Using Technology to Forecast the Recovery Process

IBM challenged Cornell Tech students to develop a comprehensive decision support tool for patients and their families. The responding team included Neel Parekh and Derek Netto, both Masters in Computer Science ’18, Adrien Cogny, Master in Operations Research and Information Engineering ’18, John Quinn, Johnson Cornell Tech MBA ’18, and Maria Jessica, BFA ’18, Parsons School of Design.

They built a digital tool that allows cancer patients to anticipate how they will feel throughout their treatment. When the patient inputs their chemotherapy schedule, the tool provides an easily-shareable forecast for how the treatment will make them each day. The team studied data about the typical chemotherapy schedule and side effects to create the predictive model that the digital tool uses to customize the forecast based on each patient’s specific treatment schedule.

“We learned that it’s the responsibility to think about the life-cycle of the product to make sure it is beneficial to the users,” says Jessica who conducted in-depth user interviews to identify what patients and their loved ones would benefit from the most.

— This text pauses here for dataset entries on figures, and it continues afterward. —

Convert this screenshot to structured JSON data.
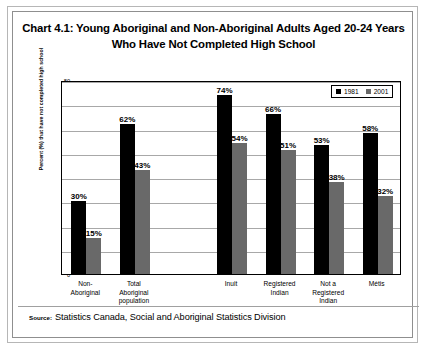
{
  "figure": {
    "title": "Chart 4.1: Young Aboriginal and Non-Aboriginal Adults Aged 20-24 Years Who Have Not Completed High School",
    "source_label": "Source:",
    "source_text": "Statistics Canada, Social and Aboriginal Statistics Division"
  },
  "colors": {
    "series_1981": "#000000",
    "series_2001": "#696969",
    "gridline": "#a8a8a8",
    "axis": "#000000",
    "frame_outer": "#b6b6b6",
    "frame_inner": "#8f8f8f",
    "background": "#ffffff"
  },
  "legend": {
    "position": "top-right",
    "entries": [
      {
        "label": "1981",
        "color": "#000000"
      },
      {
        "label": "2001",
        "color": "#696969"
      }
    ]
  },
  "chart_data": {
    "type": "bar",
    "title": "Chart 4.1: Young Aboriginal and Non-Aboriginal Adults Aged 20-24 Years Who Have Not Completed High School",
    "xlabel": "",
    "ylabel": "Percent (%) that have not completed high school",
    "ylim": [
      0,
      80
    ],
    "yticks": [
      0,
      10,
      20,
      30,
      40,
      50,
      60,
      70,
      80
    ],
    "ytick_labels": [
      "0",
      "10",
      "20",
      "30",
      "40",
      "50",
      "60",
      "70",
      "80"
    ],
    "grid": true,
    "grid_axis": "y",
    "categories": [
      "Non-\nAboriginal",
      "Total\nAboriginal\npopulation",
      "",
      "Inuit",
      "Registered\nIndian",
      "Not a\nRegistered\nIndian",
      "Métis"
    ],
    "series": [
      {
        "name": "1981",
        "color": "#000000",
        "values": [
          30,
          62,
          null,
          74,
          66,
          53,
          58
        ],
        "labels": [
          "30%",
          "62%",
          "",
          "74%",
          "66%",
          "53%",
          "58%"
        ]
      },
      {
        "name": "2001",
        "color": "#696969",
        "values": [
          15,
          43,
          null,
          54,
          51,
          38,
          32
        ],
        "labels": [
          "15%",
          "43%",
          "",
          "54%",
          "51%",
          "38%",
          "32%"
        ]
      }
    ]
  }
}
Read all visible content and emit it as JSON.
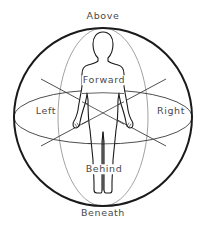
{
  "diagram": {
    "labels": {
      "above": "Above",
      "forward": "Forward",
      "left": "Left",
      "right": "Right",
      "behind": "Behind",
      "beneath": "Beneath"
    },
    "colors": {
      "background": "#ffffff",
      "sphere_outline": "#1a1a1a",
      "ellipse_lines": "#3a3a3a",
      "vertical_ellipse": "#7a7a7a",
      "figure_outline": "#1a1a1a",
      "label_text": "#4a4a4a"
    }
  }
}
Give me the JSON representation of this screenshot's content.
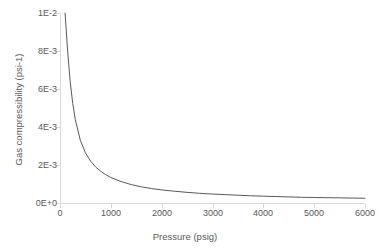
{
  "chart_data": {
    "type": "line",
    "title": "",
    "xlabel": "Pressure (psig)",
    "ylabel": "Gas compressibility (psi-1)",
    "xlim": [
      0,
      6000
    ],
    "ylim": [
      0,
      0.01
    ],
    "xticks": [
      "0",
      "1000",
      "2000",
      "3000",
      "4000",
      "5000",
      "6000"
    ],
    "xtick_values": [
      0,
      1000,
      2000,
      3000,
      4000,
      5000,
      6000
    ],
    "yticks": [
      "0E+0",
      "2E-3",
      "4E-3",
      "6E-3",
      "8E-3",
      "1E-2"
    ],
    "ytick_values": [
      0,
      0.002,
      0.004,
      0.006,
      0.008,
      0.01
    ],
    "grid": false,
    "legend": false,
    "line_color": "#595959",
    "axis_color": "#d9d9d9",
    "text_color": "#595959",
    "series": [
      {
        "name": "Gas compressibility",
        "x": [
          100,
          150,
          200,
          250,
          300,
          400,
          500,
          600,
          700,
          800,
          900,
          1000,
          1200,
          1400,
          1600,
          1800,
          2000,
          2250,
          2500,
          2750,
          3000,
          3250,
          3500,
          3750,
          4000,
          4250,
          4500,
          4750,
          5000,
          5250,
          5500,
          5750,
          6000
        ],
        "y": [
          0.01,
          0.008,
          0.0064,
          0.00525,
          0.0044,
          0.0033,
          0.00264,
          0.00221,
          0.0019,
          0.00167,
          0.00149,
          0.00134,
          0.00113,
          0.00097,
          0.00085,
          0.00076,
          0.00069,
          0.00062,
          0.00056,
          0.00051,
          0.00047,
          0.00044,
          0.00041,
          0.00038,
          0.00036,
          0.00034,
          0.00032,
          0.0003,
          0.00029,
          0.00028,
          0.00027,
          0.00026,
          0.00025
        ]
      }
    ]
  },
  "axes": {
    "x_title": "Pressure (psig)",
    "y_title": "Gas compressibility (psi-1)",
    "x_tick_labels": [
      "0",
      "1000",
      "2000",
      "3000",
      "4000",
      "5000",
      "6000"
    ],
    "y_tick_labels": [
      "1E-2",
      "8E-3",
      "6E-3",
      "4E-3",
      "2E-3",
      "0E+0"
    ]
  }
}
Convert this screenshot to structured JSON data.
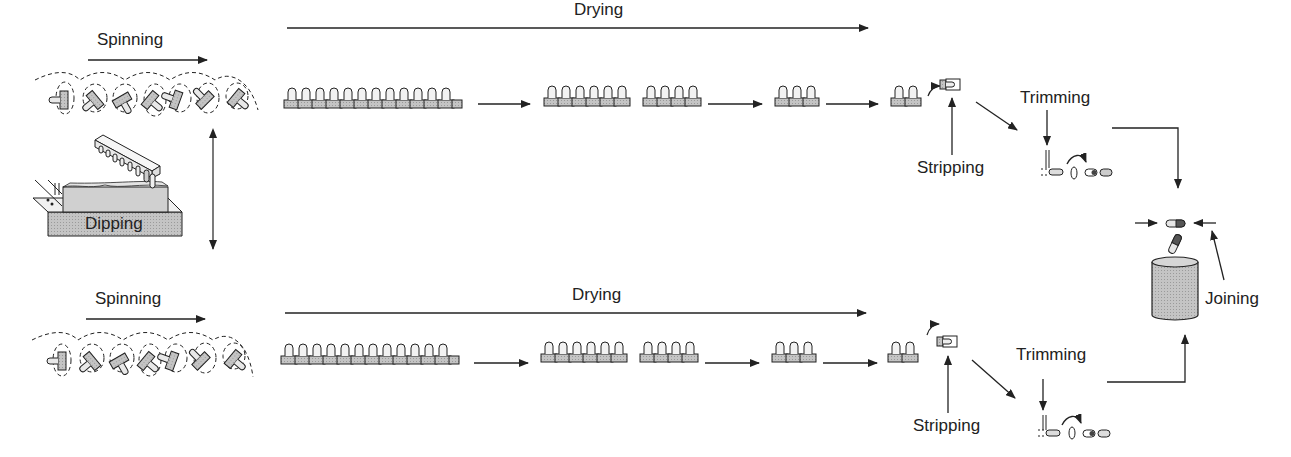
{
  "colors": {
    "stroke": "#222222",
    "fill": "#bdbdbd",
    "light": "#e6e6e6",
    "dark": "#555555"
  },
  "rows": [
    {
      "id": "cap",
      "spinning_label": "Spinning",
      "drying_label": "Drying",
      "stripping_label": "Stripping",
      "trimming_label": "Trimming",
      "pin_groups": [
        12,
        6,
        4,
        3,
        2
      ]
    },
    {
      "id": "body",
      "spinning_label": "Spinning",
      "drying_label": "Drying",
      "stripping_label": "Stripping",
      "trimming_label": "Trimming",
      "pin_groups": [
        12,
        6,
        4,
        3,
        2
      ]
    }
  ],
  "dipping_label": "Dipping",
  "joining_label": "Joining"
}
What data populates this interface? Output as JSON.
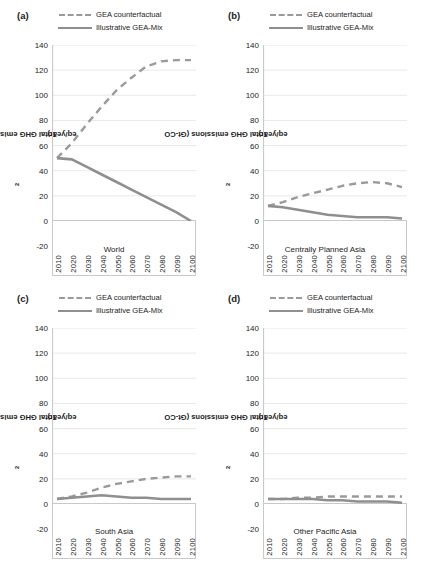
{
  "figure": {
    "axis_title_y": "Total GHG emissions (Gt-CO",
    "axis_title_y_sub": "2",
    "axis_title_y_tail": "eq/year)"
  },
  "legend": {
    "counterfactual": "GEA counterfactual",
    "gea_mix": "Illustrative GEA-Mix"
  },
  "colors": {
    "counterfactual_line": "#9a9a9a",
    "gea_mix_line": "#8f8f8f",
    "gridline": "#e2e2e2",
    "axis": "#c9c9c9",
    "text": "#1c1c1c"
  },
  "panels": [
    {
      "letter": "(a)",
      "region": "World"
    },
    {
      "letter": "(b)",
      "region": "Centrally Planned Asia"
    },
    {
      "letter": "(c)",
      "region": "South Asia"
    },
    {
      "letter": "(d)",
      "region": "Other Pacific Asia"
    }
  ],
  "chart_data": [
    {
      "type": "line",
      "panel": "(a)",
      "title": "World",
      "xlabel": "",
      "ylabel": "Total GHG emissions (Gt-CO2eq/year)",
      "x": [
        2010,
        2020,
        2030,
        2040,
        2050,
        2060,
        2070,
        2080,
        2090,
        2100
      ],
      "xticklabels": [
        "2010",
        "2020",
        "2030",
        "2040",
        "2050",
        "2060",
        "2070",
        "2080",
        "2090",
        "2100"
      ],
      "yticks": [
        -20,
        0,
        20,
        40,
        60,
        80,
        100,
        120,
        140
      ],
      "ylim": [
        -20,
        140
      ],
      "grid": true,
      "legend_position": "top",
      "series": [
        {
          "name": "GEA counterfactual",
          "style": "dashed",
          "values": [
            50,
            62,
            77,
            91,
            104,
            114,
            123,
            127,
            128,
            128
          ]
        },
        {
          "name": "Illustrative GEA-Mix",
          "style": "solid",
          "values": [
            50,
            49,
            43,
            37,
            31,
            25,
            19,
            13,
            7,
            0
          ]
        }
      ]
    },
    {
      "type": "line",
      "panel": "(b)",
      "title": "Centrally Planned Asia",
      "xlabel": "",
      "ylabel": "Total GHG emissions (Gt-CO2eq/year)",
      "x": [
        2010,
        2020,
        2030,
        2040,
        2050,
        2060,
        2070,
        2080,
        2090,
        2100
      ],
      "xticklabels": [
        "2010",
        "2020",
        "2030",
        "2040",
        "2050",
        "2060",
        "2070",
        "2080",
        "2090",
        "2100"
      ],
      "yticks": [
        -20,
        0,
        20,
        40,
        60,
        80,
        100,
        120,
        140
      ],
      "ylim": [
        -20,
        140
      ],
      "grid": true,
      "legend_position": "top",
      "series": [
        {
          "name": "GEA counterfactual",
          "style": "dashed",
          "values": [
            12,
            15,
            19,
            22,
            25,
            28,
            30,
            31,
            30,
            27
          ]
        },
        {
          "name": "Illustrative GEA-Mix",
          "style": "solid",
          "values": [
            12,
            11,
            9,
            7,
            5,
            4,
            3,
            3,
            3,
            2
          ]
        }
      ]
    },
    {
      "type": "line",
      "panel": "(c)",
      "title": "South Asia",
      "xlabel": "",
      "ylabel": "Total GHG emissions (Gt-CO2eq/year)",
      "x": [
        2010,
        2020,
        2030,
        2040,
        2050,
        2060,
        2070,
        2080,
        2090,
        2100
      ],
      "xticklabels": [
        "2010",
        "2020",
        "2030",
        "2040",
        "2050",
        "2060",
        "2070",
        "2080",
        "2090",
        "2100"
      ],
      "yticks": [
        -20,
        0,
        20,
        40,
        60,
        80,
        100,
        120,
        140
      ],
      "ylim": [
        -20,
        140
      ],
      "grid": true,
      "legend_position": "top",
      "series": [
        {
          "name": "GEA counterfactual",
          "style": "dashed",
          "values": [
            4,
            6,
            9,
            13,
            16,
            18,
            20,
            21,
            22,
            22
          ]
        },
        {
          "name": "Illustrative GEA-Mix",
          "style": "solid",
          "values": [
            4,
            5,
            6,
            7,
            6,
            5,
            5,
            4,
            4,
            4
          ]
        }
      ]
    },
    {
      "type": "line",
      "panel": "(d)",
      "title": "Other Pacific Asia",
      "xlabel": "",
      "ylabel": "Total GHG emissions (Gt-CO2eq/year)",
      "x": [
        2010,
        2020,
        2030,
        2040,
        2050,
        2060,
        2070,
        2080,
        2090,
        2100
      ],
      "xticklabels": [
        "2010",
        "2020",
        "2030",
        "2040",
        "2050",
        "2060",
        "2070",
        "2080",
        "2090",
        "2100"
      ],
      "yticks": [
        -20,
        0,
        20,
        40,
        60,
        80,
        100,
        120,
        140
      ],
      "ylim": [
        -20,
        140
      ],
      "grid": true,
      "legend_position": "top",
      "series": [
        {
          "name": "GEA counterfactual",
          "style": "dashed",
          "values": [
            4,
            4,
            5,
            5,
            6,
            6,
            6,
            6,
            6,
            6
          ]
        },
        {
          "name": "Illustrative GEA-Mix",
          "style": "solid",
          "values": [
            4,
            4,
            4,
            4,
            3,
            3,
            2,
            2,
            2,
            1
          ]
        }
      ]
    }
  ]
}
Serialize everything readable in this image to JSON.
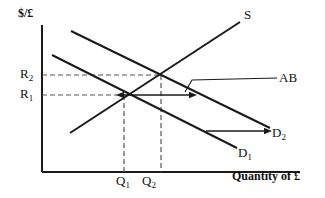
{
  "figure": {
    "axes": {
      "y_label": "$/£",
      "x_label": "Quantity of £",
      "origin": [
        42,
        172
      ],
      "y_top": 25,
      "x_right": 300
    },
    "tick_labels": {
      "y": [
        {
          "name": "R2",
          "text": "R",
          "sub": "2",
          "value_y": 75
        },
        {
          "name": "R1",
          "text": "R",
          "sub": "1",
          "value_y": 95
        }
      ],
      "x": [
        {
          "name": "Q1",
          "text": "Q",
          "sub": "1",
          "value_x": 122
        },
        {
          "name": "Q2",
          "text": "Q",
          "sub": "2",
          "value_x": 148
        }
      ]
    },
    "curves": [
      {
        "name": "supply-curve",
        "label": "S",
        "label_sub": "",
        "from": [
          70,
          133
        ],
        "to": [
          240,
          22
        ],
        "slope": "upward",
        "color": "#1a1a1a"
      },
      {
        "name": "demand-curve-1",
        "label": "D",
        "label_sub": "1",
        "from": [
          52,
          55
        ],
        "to": [
          237,
          148
        ],
        "slope": "downward",
        "color": "#1a1a1a"
      },
      {
        "name": "demand-curve-2",
        "label": "D",
        "label_sub": "2",
        "from": [
          71,
          31
        ],
        "to": [
          270,
          128
        ],
        "slope": "downward",
        "color": "#1a1a1a"
      }
    ],
    "annotations": [
      {
        "name": "ab-callout",
        "label": "AB",
        "leader_from": [
          185,
          92
        ],
        "leader_to": [
          277,
          78
        ]
      },
      {
        "name": "shift-arrow-horizontal",
        "from": [
          190,
          95
        ],
        "to": [
          124,
          95
        ],
        "double_headed": true
      },
      {
        "name": "shift-arrow-demand",
        "from": [
          206,
          131
        ],
        "to": [
          265,
          131
        ],
        "double_headed": false
      }
    ],
    "equilibria": [
      {
        "name": "equilibrium-1",
        "x": 124,
        "y": 95
      },
      {
        "name": "equilibrium-2",
        "x": 161,
        "y": 75
      }
    ],
    "guide_lines": {
      "color": "#555555",
      "style": "dashed"
    }
  }
}
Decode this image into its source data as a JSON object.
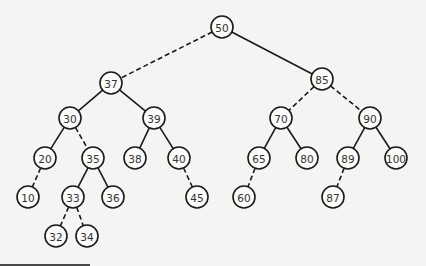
{
  "diagram": {
    "type": "binary-search-tree",
    "nodes": [
      {
        "id": "n50",
        "label": "50",
        "x": 222,
        "y": 27
      },
      {
        "id": "n37",
        "label": "37",
        "x": 111,
        "y": 83
      },
      {
        "id": "n85",
        "label": "85",
        "x": 322,
        "y": 79
      },
      {
        "id": "n30",
        "label": "30",
        "x": 70,
        "y": 118
      },
      {
        "id": "n39",
        "label": "39",
        "x": 154,
        "y": 118
      },
      {
        "id": "n70",
        "label": "70",
        "x": 281,
        "y": 118
      },
      {
        "id": "n90",
        "label": "90",
        "x": 370,
        "y": 118
      },
      {
        "id": "n20",
        "label": "20",
        "x": 45,
        "y": 158
      },
      {
        "id": "n35",
        "label": "35",
        "x": 93,
        "y": 158
      },
      {
        "id": "n38",
        "label": "38",
        "x": 135,
        "y": 158
      },
      {
        "id": "n40",
        "label": "40",
        "x": 179,
        "y": 158
      },
      {
        "id": "n65",
        "label": "65",
        "x": 259,
        "y": 158
      },
      {
        "id": "n80",
        "label": "80",
        "x": 307,
        "y": 158
      },
      {
        "id": "n89",
        "label": "89",
        "x": 348,
        "y": 158
      },
      {
        "id": "n100",
        "label": "100",
        "x": 396,
        "y": 158
      },
      {
        "id": "n10",
        "label": "10",
        "x": 28,
        "y": 197
      },
      {
        "id": "n33",
        "label": "33",
        "x": 73,
        "y": 197
      },
      {
        "id": "n36",
        "label": "36",
        "x": 113,
        "y": 197
      },
      {
        "id": "n45",
        "label": "45",
        "x": 197,
        "y": 197
      },
      {
        "id": "n60",
        "label": "60",
        "x": 244,
        "y": 197
      },
      {
        "id": "n87",
        "label": "87",
        "x": 333,
        "y": 197
      },
      {
        "id": "n32",
        "label": "32",
        "x": 56,
        "y": 236
      },
      {
        "id": "n34",
        "label": "34",
        "x": 87,
        "y": 236
      }
    ],
    "edges": [
      {
        "from": "n50",
        "to": "n37",
        "style": "dashed"
      },
      {
        "from": "n50",
        "to": "n85",
        "style": "solid"
      },
      {
        "from": "n37",
        "to": "n30",
        "style": "solid"
      },
      {
        "from": "n37",
        "to": "n39",
        "style": "solid"
      },
      {
        "from": "n85",
        "to": "n70",
        "style": "dashed"
      },
      {
        "from": "n85",
        "to": "n90",
        "style": "dashed"
      },
      {
        "from": "n30",
        "to": "n20",
        "style": "solid"
      },
      {
        "from": "n30",
        "to": "n35",
        "style": "dashed"
      },
      {
        "from": "n39",
        "to": "n38",
        "style": "solid"
      },
      {
        "from": "n39",
        "to": "n40",
        "style": "solid"
      },
      {
        "from": "n70",
        "to": "n65",
        "style": "solid"
      },
      {
        "from": "n70",
        "to": "n80",
        "style": "solid"
      },
      {
        "from": "n90",
        "to": "n89",
        "style": "solid"
      },
      {
        "from": "n90",
        "to": "n100",
        "style": "solid"
      },
      {
        "from": "n20",
        "to": "n10",
        "style": "dashed"
      },
      {
        "from": "n35",
        "to": "n33",
        "style": "solid"
      },
      {
        "from": "n35",
        "to": "n36",
        "style": "solid"
      },
      {
        "from": "n40",
        "to": "n45",
        "style": "dashed"
      },
      {
        "from": "n65",
        "to": "n60",
        "style": "dashed"
      },
      {
        "from": "n89",
        "to": "n87",
        "style": "dashed"
      },
      {
        "from": "n33",
        "to": "n32",
        "style": "dashed"
      },
      {
        "from": "n33",
        "to": "n34",
        "style": "dashed"
      }
    ],
    "node_radius": 11,
    "colors": {
      "stroke": "#1a1a1a",
      "node_fill": "#fbfbfa",
      "text": "#333333",
      "background": "#f4f4f2"
    }
  }
}
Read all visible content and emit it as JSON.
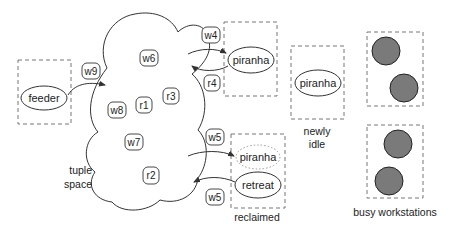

They realized patients needed a way to predict how they would feel so they could plan activities based on when they would feel at their best. They also realized that it’s difficult for their friends and family to balance caregiving along with their other personal and professional obligations. Patients share their information with caregiver so they can set their schedules to be there when patients need them most.

“Our tool helps patients and their caregivers be more informed about their treatment,” says Netto, “When someone has a condition, they aren’t an island, their condition affects their family and everyone around them. We wanted to address the burden of being a caregiver for a loved one because we felt like there wasn’t anything addressing that need.”

Both teams agreed that health technology, like their proposed technology for Hale Health and IBM, will become more prevalent in the future. “I’m really excited about the changes that tech is going to have in health care over the next few years. At the crux of it, we all think there is a lot of potential to help people on a one-to-many scale using technology,” says Green.